Colombia: This former hotel is said to be haunted

Colombia
This former hotel is said to be haunted

The former beauty of the hotel can now only be guessed at.

© sduraku / Shutterstock.com

Huge window fronts, luxurious rooms with balconies and alleged deaths from ghosts made this hotel famous in Colombia.

If you want to marvel at the spectacular Tequendama waterfalls near the Colombian capital Bogotá, you will inevitably pass the “haunted hotel” del Salto, which despite its obvious decay still towers majestically over the abyss. In the 1990s, the property had to close its doors forever, supposedly because ghosts were up to mischief.

Splendor and splendor are a thing of the past

Pompous parties, champagne and glamor – it all took shape in the form of the Hotel del Salto. In 1923, the architect Carlos Arturo Tapias designed a unique building that hugs the mountainside and was considered one of the best hotels in the world when it opened. There are many legends and stories about the complex, which for all its past glory also has dark secrets. This led to a number of tragic deaths that conspiracy theorists attribute to ghost figures.

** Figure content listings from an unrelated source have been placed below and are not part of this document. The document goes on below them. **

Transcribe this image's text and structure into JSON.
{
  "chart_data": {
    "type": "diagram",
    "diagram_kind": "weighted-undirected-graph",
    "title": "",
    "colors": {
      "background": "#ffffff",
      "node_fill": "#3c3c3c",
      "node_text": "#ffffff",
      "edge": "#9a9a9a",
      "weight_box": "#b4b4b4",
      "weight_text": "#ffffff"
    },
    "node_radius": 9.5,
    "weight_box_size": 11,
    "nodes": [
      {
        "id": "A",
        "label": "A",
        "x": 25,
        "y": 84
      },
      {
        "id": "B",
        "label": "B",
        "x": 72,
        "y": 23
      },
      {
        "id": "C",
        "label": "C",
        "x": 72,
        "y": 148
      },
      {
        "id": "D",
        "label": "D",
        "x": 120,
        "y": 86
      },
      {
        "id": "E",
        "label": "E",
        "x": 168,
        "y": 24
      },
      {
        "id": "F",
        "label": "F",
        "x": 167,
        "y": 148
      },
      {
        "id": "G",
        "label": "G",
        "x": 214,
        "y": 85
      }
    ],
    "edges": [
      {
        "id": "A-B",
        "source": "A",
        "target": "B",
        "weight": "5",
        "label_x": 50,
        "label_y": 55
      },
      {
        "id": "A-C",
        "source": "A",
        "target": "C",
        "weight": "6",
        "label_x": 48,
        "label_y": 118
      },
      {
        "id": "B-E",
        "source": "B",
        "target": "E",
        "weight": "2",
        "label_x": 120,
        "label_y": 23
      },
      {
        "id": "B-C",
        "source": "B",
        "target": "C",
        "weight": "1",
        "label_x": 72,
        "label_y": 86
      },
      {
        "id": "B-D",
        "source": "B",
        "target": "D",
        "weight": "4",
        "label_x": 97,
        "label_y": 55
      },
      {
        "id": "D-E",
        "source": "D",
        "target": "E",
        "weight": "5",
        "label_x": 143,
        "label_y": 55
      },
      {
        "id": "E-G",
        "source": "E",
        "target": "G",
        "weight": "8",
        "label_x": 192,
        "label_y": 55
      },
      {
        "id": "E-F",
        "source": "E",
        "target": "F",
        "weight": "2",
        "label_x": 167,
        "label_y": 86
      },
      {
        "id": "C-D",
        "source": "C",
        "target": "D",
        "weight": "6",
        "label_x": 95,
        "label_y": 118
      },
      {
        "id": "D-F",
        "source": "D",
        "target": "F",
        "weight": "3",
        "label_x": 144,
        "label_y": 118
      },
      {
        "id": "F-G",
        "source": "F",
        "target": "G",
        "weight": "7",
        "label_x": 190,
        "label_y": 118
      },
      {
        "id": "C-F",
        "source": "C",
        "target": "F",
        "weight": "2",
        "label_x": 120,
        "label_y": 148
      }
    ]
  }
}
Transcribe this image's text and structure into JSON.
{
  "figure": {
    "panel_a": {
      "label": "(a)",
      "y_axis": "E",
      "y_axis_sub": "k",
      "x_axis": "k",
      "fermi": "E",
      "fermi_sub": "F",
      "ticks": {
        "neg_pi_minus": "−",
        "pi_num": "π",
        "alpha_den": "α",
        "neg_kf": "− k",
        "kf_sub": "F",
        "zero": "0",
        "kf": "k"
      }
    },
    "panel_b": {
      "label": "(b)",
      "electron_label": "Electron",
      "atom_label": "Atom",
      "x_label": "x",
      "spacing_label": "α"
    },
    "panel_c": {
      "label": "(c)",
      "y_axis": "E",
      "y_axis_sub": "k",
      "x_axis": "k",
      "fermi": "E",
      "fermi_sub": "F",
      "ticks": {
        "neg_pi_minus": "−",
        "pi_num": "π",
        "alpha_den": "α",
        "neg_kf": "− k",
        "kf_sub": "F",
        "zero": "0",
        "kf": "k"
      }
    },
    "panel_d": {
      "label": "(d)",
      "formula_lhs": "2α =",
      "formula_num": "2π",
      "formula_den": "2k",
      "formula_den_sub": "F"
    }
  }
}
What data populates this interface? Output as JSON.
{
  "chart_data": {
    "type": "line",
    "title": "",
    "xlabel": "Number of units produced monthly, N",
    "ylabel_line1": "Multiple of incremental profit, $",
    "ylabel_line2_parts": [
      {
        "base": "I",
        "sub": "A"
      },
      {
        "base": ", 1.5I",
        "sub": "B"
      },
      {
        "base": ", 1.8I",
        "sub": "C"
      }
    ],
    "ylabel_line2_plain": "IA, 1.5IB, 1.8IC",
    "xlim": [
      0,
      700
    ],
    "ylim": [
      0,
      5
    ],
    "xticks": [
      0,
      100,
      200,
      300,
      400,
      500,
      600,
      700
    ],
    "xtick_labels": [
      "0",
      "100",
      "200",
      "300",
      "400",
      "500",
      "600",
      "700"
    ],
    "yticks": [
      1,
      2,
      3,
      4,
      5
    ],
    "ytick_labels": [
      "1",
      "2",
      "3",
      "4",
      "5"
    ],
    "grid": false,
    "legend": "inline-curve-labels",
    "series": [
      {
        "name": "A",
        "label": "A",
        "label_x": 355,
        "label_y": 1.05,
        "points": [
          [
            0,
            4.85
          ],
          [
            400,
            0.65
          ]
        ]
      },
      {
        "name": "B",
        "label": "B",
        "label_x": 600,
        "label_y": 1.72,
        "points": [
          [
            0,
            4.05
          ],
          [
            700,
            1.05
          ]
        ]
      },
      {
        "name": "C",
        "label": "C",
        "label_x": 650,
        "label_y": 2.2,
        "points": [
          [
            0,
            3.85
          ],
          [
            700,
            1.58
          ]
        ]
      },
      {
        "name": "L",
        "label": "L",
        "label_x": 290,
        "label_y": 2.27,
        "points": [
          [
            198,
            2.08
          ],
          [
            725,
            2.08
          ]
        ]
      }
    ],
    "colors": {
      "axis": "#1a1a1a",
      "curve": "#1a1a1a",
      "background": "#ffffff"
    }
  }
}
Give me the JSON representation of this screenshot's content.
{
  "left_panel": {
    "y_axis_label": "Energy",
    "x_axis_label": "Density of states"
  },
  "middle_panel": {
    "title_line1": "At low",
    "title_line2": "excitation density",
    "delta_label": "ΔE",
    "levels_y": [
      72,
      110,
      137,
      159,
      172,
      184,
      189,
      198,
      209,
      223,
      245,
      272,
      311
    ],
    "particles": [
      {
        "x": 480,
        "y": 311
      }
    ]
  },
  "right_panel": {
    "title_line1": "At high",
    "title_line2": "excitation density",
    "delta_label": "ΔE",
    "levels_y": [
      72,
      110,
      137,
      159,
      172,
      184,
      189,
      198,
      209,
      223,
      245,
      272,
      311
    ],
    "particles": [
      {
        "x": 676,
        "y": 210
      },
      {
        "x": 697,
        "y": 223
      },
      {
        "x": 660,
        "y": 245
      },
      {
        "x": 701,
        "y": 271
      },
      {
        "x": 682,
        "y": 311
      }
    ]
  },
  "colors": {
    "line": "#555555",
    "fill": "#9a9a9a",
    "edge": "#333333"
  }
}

But hotel guests are said to have died not only out of fear.

Inspired by an Indian legend, many hotel guests and unhappy lovers fell to their deaths at the waterfalls. In order to escape slavery by the Spanish conquistadors, the Chibcha Indians jumped into the water and turned into eagles when they fell so that they could fly safely to freedom. A fatal mistake.

Disgusting stench drove guests away

Another reason the hotel had inevitably closed was because of the disgusting smell. All sewage and fecal matter in the greater Bogotá area was and is still being discharged into the river. It is not for nothing that the Río Bogotá, which feeds the Tequendama Falls, is considered to be one of the worst contaminated rivers in the world.

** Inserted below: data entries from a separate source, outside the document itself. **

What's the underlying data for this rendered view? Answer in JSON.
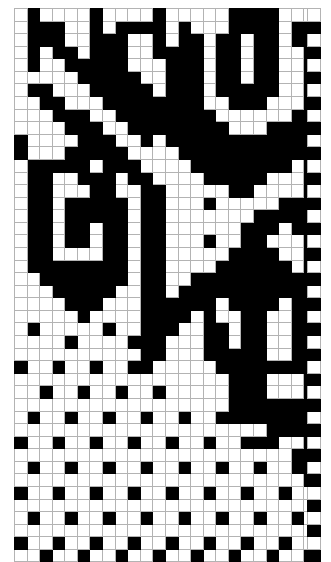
{
  "document": {
    "kind": "pattern-chart",
    "title": "Knitting Pattern Chart",
    "description": "Two-color grid chart: 24 columns by 44 rows, plus a separate single-column selvedge strip of 44 alternating cells."
  },
  "legend": {
    "filled_label": "filled",
    "empty_label": "empty",
    "filled_color": "#000000",
    "empty_color": "#ffffff",
    "gridline_color": "#b3b3b3"
  },
  "chart_data": {
    "type": "heatmap",
    "subtitle": "",
    "xlabel": "",
    "ylabel": "",
    "columns": 24,
    "rows": 44,
    "grid": true,
    "legend_position": "none",
    "value_map": {
      "0": "empty",
      "1": "filled"
    },
    "colors": {
      "0": "#ffffff",
      "1": "#000000"
    },
    "categories": [
      "1",
      "2",
      "3",
      "4",
      "5",
      "6",
      "7",
      "8",
      "9",
      "10",
      "11",
      "12",
      "13",
      "14",
      "15",
      "16",
      "17",
      "18",
      "19",
      "20",
      "21",
      "22",
      "23",
      "24"
    ],
    "row_labels": [
      "1",
      "2",
      "3",
      "4",
      "5",
      "6",
      "7",
      "8",
      "9",
      "10",
      "11",
      "12",
      "13",
      "14",
      "15",
      "16",
      "17",
      "18",
      "19",
      "20",
      "21",
      "22",
      "23",
      "24",
      "25",
      "26",
      "27",
      "28",
      "29",
      "30",
      "31",
      "32",
      "33",
      "34",
      "35",
      "36",
      "37",
      "38",
      "39",
      "40",
      "41",
      "42",
      "43",
      "44"
    ],
    "matrix": [
      [
        0,
        1,
        0,
        0,
        0,
        0,
        1,
        0,
        0,
        0,
        0,
        1,
        0,
        0,
        0,
        0,
        0,
        1,
        1,
        1,
        1,
        0,
        0,
        0
      ],
      [
        0,
        1,
        1,
        1,
        0,
        0,
        1,
        0,
        1,
        1,
        1,
        1,
        0,
        1,
        0,
        0,
        0,
        1,
        1,
        1,
        1,
        0,
        1,
        1
      ],
      [
        0,
        1,
        1,
        1,
        0,
        0,
        1,
        1,
        1,
        0,
        0,
        1,
        0,
        1,
        1,
        0,
        1,
        1,
        0,
        1,
        1,
        0,
        1,
        1
      ],
      [
        0,
        1,
        0,
        1,
        1,
        0,
        1,
        1,
        1,
        0,
        0,
        1,
        1,
        1,
        1,
        0,
        1,
        1,
        0,
        1,
        1,
        0,
        0,
        1
      ],
      [
        0,
        1,
        0,
        0,
        1,
        1,
        1,
        1,
        1,
        0,
        0,
        0,
        1,
        1,
        1,
        0,
        1,
        1,
        0,
        1,
        1,
        0,
        0,
        1
      ],
      [
        0,
        0,
        0,
        0,
        0,
        1,
        1,
        1,
        1,
        1,
        0,
        0,
        1,
        1,
        1,
        0,
        1,
        1,
        0,
        1,
        1,
        0,
        0,
        1
      ],
      [
        0,
        1,
        1,
        0,
        0,
        0,
        1,
        1,
        1,
        1,
        1,
        0,
        1,
        1,
        1,
        0,
        1,
        1,
        1,
        1,
        1,
        0,
        0,
        1
      ],
      [
        0,
        0,
        1,
        1,
        0,
        0,
        0,
        1,
        1,
        1,
        1,
        1,
        1,
        1,
        1,
        0,
        0,
        1,
        1,
        1,
        0,
        0,
        0,
        1
      ],
      [
        0,
        0,
        0,
        1,
        1,
        1,
        0,
        0,
        1,
        1,
        1,
        1,
        1,
        1,
        1,
        1,
        0,
        0,
        0,
        0,
        0,
        0,
        1,
        1
      ],
      [
        0,
        0,
        0,
        0,
        1,
        1,
        1,
        0,
        0,
        1,
        1,
        1,
        1,
        1,
        1,
        1,
        1,
        0,
        0,
        0,
        1,
        1,
        1,
        1
      ],
      [
        1,
        0,
        0,
        0,
        0,
        1,
        1,
        1,
        0,
        0,
        1,
        0,
        1,
        1,
        1,
        1,
        1,
        1,
        1,
        1,
        1,
        1,
        1,
        1
      ],
      [
        1,
        0,
        0,
        0,
        1,
        1,
        1,
        1,
        1,
        0,
        0,
        0,
        0,
        1,
        1,
        1,
        1,
        1,
        1,
        1,
        1,
        1,
        1,
        1
      ],
      [
        0,
        1,
        1,
        1,
        1,
        1,
        0,
        1,
        1,
        1,
        0,
        0,
        0,
        0,
        1,
        1,
        1,
        1,
        1,
        1,
        1,
        1,
        0,
        1
      ],
      [
        0,
        1,
        1,
        0,
        0,
        1,
        1,
        1,
        0,
        1,
        1,
        0,
        0,
        0,
        0,
        1,
        1,
        1,
        1,
        1,
        0,
        0,
        0,
        1
      ],
      [
        0,
        1,
        1,
        0,
        0,
        0,
        1,
        1,
        0,
        0,
        1,
        1,
        0,
        0,
        0,
        0,
        0,
        1,
        1,
        0,
        0,
        0,
        0,
        1
      ],
      [
        0,
        1,
        1,
        0,
        1,
        1,
        1,
        1,
        1,
        0,
        1,
        1,
        0,
        0,
        0,
        1,
        0,
        0,
        0,
        0,
        0,
        1,
        1,
        1
      ],
      [
        0,
        1,
        1,
        0,
        1,
        1,
        1,
        1,
        1,
        0,
        1,
        1,
        0,
        0,
        0,
        0,
        0,
        0,
        0,
        1,
        1,
        1,
        1,
        1
      ],
      [
        0,
        1,
        1,
        0,
        1,
        1,
        0,
        1,
        1,
        0,
        1,
        1,
        0,
        0,
        0,
        0,
        0,
        0,
        1,
        1,
        1,
        0,
        1,
        1
      ],
      [
        0,
        1,
        1,
        0,
        1,
        1,
        0,
        1,
        1,
        0,
        1,
        1,
        0,
        0,
        0,
        1,
        0,
        0,
        1,
        1,
        0,
        0,
        0,
        1
      ],
      [
        0,
        1,
        1,
        0,
        0,
        0,
        0,
        1,
        1,
        0,
        1,
        1,
        0,
        0,
        0,
        0,
        0,
        1,
        1,
        1,
        1,
        0,
        0,
        1
      ],
      [
        0,
        1,
        1,
        1,
        1,
        1,
        1,
        1,
        1,
        0,
        1,
        1,
        0,
        0,
        0,
        0,
        1,
        1,
        1,
        1,
        1,
        1,
        0,
        1
      ],
      [
        0,
        0,
        1,
        1,
        1,
        1,
        1,
        1,
        1,
        0,
        1,
        1,
        0,
        0,
        1,
        1,
        1,
        1,
        1,
        1,
        1,
        1,
        1,
        1
      ],
      [
        0,
        0,
        0,
        1,
        1,
        1,
        1,
        1,
        0,
        0,
        1,
        1,
        0,
        1,
        1,
        1,
        1,
        1,
        1,
        1,
        1,
        1,
        1,
        1
      ],
      [
        0,
        0,
        0,
        0,
        1,
        1,
        1,
        0,
        0,
        0,
        1,
        1,
        1,
        1,
        1,
        1,
        0,
        1,
        1,
        1,
        1,
        0,
        1,
        1
      ],
      [
        0,
        0,
        0,
        0,
        0,
        1,
        0,
        0,
        0,
        0,
        1,
        1,
        1,
        1,
        0,
        1,
        0,
        0,
        1,
        1,
        0,
        0,
        1,
        1
      ],
      [
        0,
        1,
        0,
        0,
        0,
        0,
        0,
        1,
        0,
        0,
        1,
        1,
        1,
        0,
        0,
        1,
        1,
        0,
        1,
        1,
        0,
        0,
        1,
        1
      ],
      [
        0,
        0,
        0,
        0,
        1,
        0,
        0,
        0,
        0,
        1,
        1,
        1,
        0,
        0,
        0,
        1,
        1,
        0,
        1,
        1,
        0,
        0,
        1,
        1
      ],
      [
        0,
        0,
        0,
        0,
        0,
        0,
        0,
        0,
        0,
        0,
        1,
        1,
        0,
        0,
        0,
        1,
        1,
        1,
        1,
        1,
        0,
        0,
        1,
        1
      ],
      [
        1,
        0,
        0,
        1,
        0,
        0,
        1,
        0,
        0,
        1,
        1,
        0,
        0,
        0,
        0,
        0,
        1,
        1,
        1,
        1,
        1,
        1,
        1,
        1
      ],
      [
        0,
        0,
        0,
        0,
        0,
        0,
        0,
        0,
        0,
        0,
        0,
        0,
        0,
        0,
        0,
        0,
        0,
        1,
        1,
        1,
        0,
        0,
        0,
        1
      ],
      [
        0,
        0,
        1,
        0,
        0,
        1,
        0,
        0,
        1,
        0,
        0,
        1,
        0,
        0,
        0,
        0,
        0,
        1,
        1,
        1,
        0,
        0,
        0,
        1
      ],
      [
        0,
        0,
        0,
        0,
        0,
        0,
        0,
        0,
        0,
        0,
        0,
        0,
        0,
        0,
        0,
        0,
        0,
        1,
        1,
        1,
        1,
        1,
        1,
        1
      ],
      [
        0,
        1,
        0,
        0,
        1,
        0,
        0,
        1,
        0,
        0,
        1,
        0,
        0,
        1,
        0,
        0,
        1,
        1,
        1,
        1,
        1,
        1,
        1,
        1
      ],
      [
        0,
        0,
        0,
        0,
        0,
        0,
        0,
        0,
        0,
        0,
        0,
        0,
        0,
        0,
        0,
        0,
        0,
        0,
        0,
        0,
        1,
        1,
        1,
        1
      ],
      [
        1,
        0,
        0,
        1,
        0,
        0,
        1,
        0,
        0,
        1,
        0,
        0,
        1,
        0,
        0,
        1,
        0,
        0,
        1,
        1,
        1,
        0,
        0,
        1
      ],
      [
        0,
        0,
        0,
        0,
        0,
        0,
        0,
        0,
        0,
        0,
        0,
        0,
        0,
        0,
        0,
        0,
        0,
        0,
        0,
        0,
        0,
        0,
        1,
        1
      ],
      [
        0,
        1,
        0,
        0,
        1,
        0,
        0,
        1,
        0,
        0,
        1,
        0,
        0,
        1,
        0,
        0,
        1,
        0,
        0,
        1,
        0,
        0,
        1,
        1
      ],
      [
        0,
        0,
        0,
        0,
        0,
        0,
        0,
        0,
        0,
        0,
        0,
        0,
        0,
        0,
        0,
        0,
        0,
        0,
        0,
        0,
        0,
        0,
        0,
        1
      ],
      [
        1,
        0,
        0,
        1,
        0,
        0,
        1,
        0,
        0,
        1,
        0,
        0,
        1,
        0,
        0,
        1,
        0,
        0,
        1,
        0,
        0,
        1,
        0,
        0
      ],
      [
        0,
        0,
        0,
        0,
        0,
        0,
        0,
        0,
        0,
        0,
        0,
        0,
        0,
        0,
        0,
        0,
        0,
        0,
        0,
        0,
        0,
        0,
        0,
        0
      ],
      [
        0,
        1,
        0,
        0,
        1,
        0,
        0,
        1,
        0,
        0,
        1,
        0,
        0,
        1,
        0,
        0,
        1,
        0,
        0,
        1,
        0,
        0,
        1,
        0
      ],
      [
        0,
        0,
        0,
        0,
        0,
        0,
        0,
        0,
        0,
        0,
        0,
        0,
        0,
        0,
        0,
        0,
        0,
        0,
        0,
        0,
        0,
        0,
        0,
        0
      ],
      [
        1,
        0,
        0,
        1,
        0,
        0,
        1,
        0,
        0,
        1,
        0,
        0,
        1,
        0,
        0,
        1,
        0,
        0,
        1,
        0,
        0,
        1,
        0,
        0
      ],
      [
        0,
        0,
        1,
        0,
        0,
        1,
        0,
        0,
        1,
        0,
        0,
        1,
        0,
        0,
        1,
        0,
        0,
        1,
        0,
        0,
        1,
        0,
        0,
        1
      ]
    ]
  },
  "selvedge": {
    "label": "selvedge strip",
    "columns": 1,
    "rows": 44,
    "matrix": [
      [
        0
      ],
      [
        1
      ],
      [
        0
      ],
      [
        1
      ],
      [
        0
      ],
      [
        1
      ],
      [
        0
      ],
      [
        1
      ],
      [
        0
      ],
      [
        1
      ],
      [
        0
      ],
      [
        1
      ],
      [
        0
      ],
      [
        1
      ],
      [
        0
      ],
      [
        1
      ],
      [
        0
      ],
      [
        1
      ],
      [
        0
      ],
      [
        1
      ],
      [
        0
      ],
      [
        1
      ],
      [
        0
      ],
      [
        1
      ],
      [
        0
      ],
      [
        1
      ],
      [
        0
      ],
      [
        1
      ],
      [
        0
      ],
      [
        1
      ],
      [
        0
      ],
      [
        1
      ],
      [
        0
      ],
      [
        1
      ],
      [
        0
      ],
      [
        1
      ],
      [
        0
      ],
      [
        1
      ],
      [
        0
      ],
      [
        1
      ],
      [
        0
      ],
      [
        1
      ],
      [
        0
      ],
      [
        1
      ]
    ]
  }
}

Dead, bestial stench and ghosts – not good conditions for a flourishing inn. And so the horror hotel was slowly but surely left to decay. After mosses and ferns had spread in the once magnificent building and the formerly pink walls crumbled, the Colombian Institute of Natural Sciences took on the building and turned it into a museum.

Today tourists want to see the horror hotel and take a not entirely harmless journey to get there. Landslides and mudslides regularly roll over the road that leads up to the museum. It is not for nothing that there is the warning: “Be sure you are back in town before night falls.”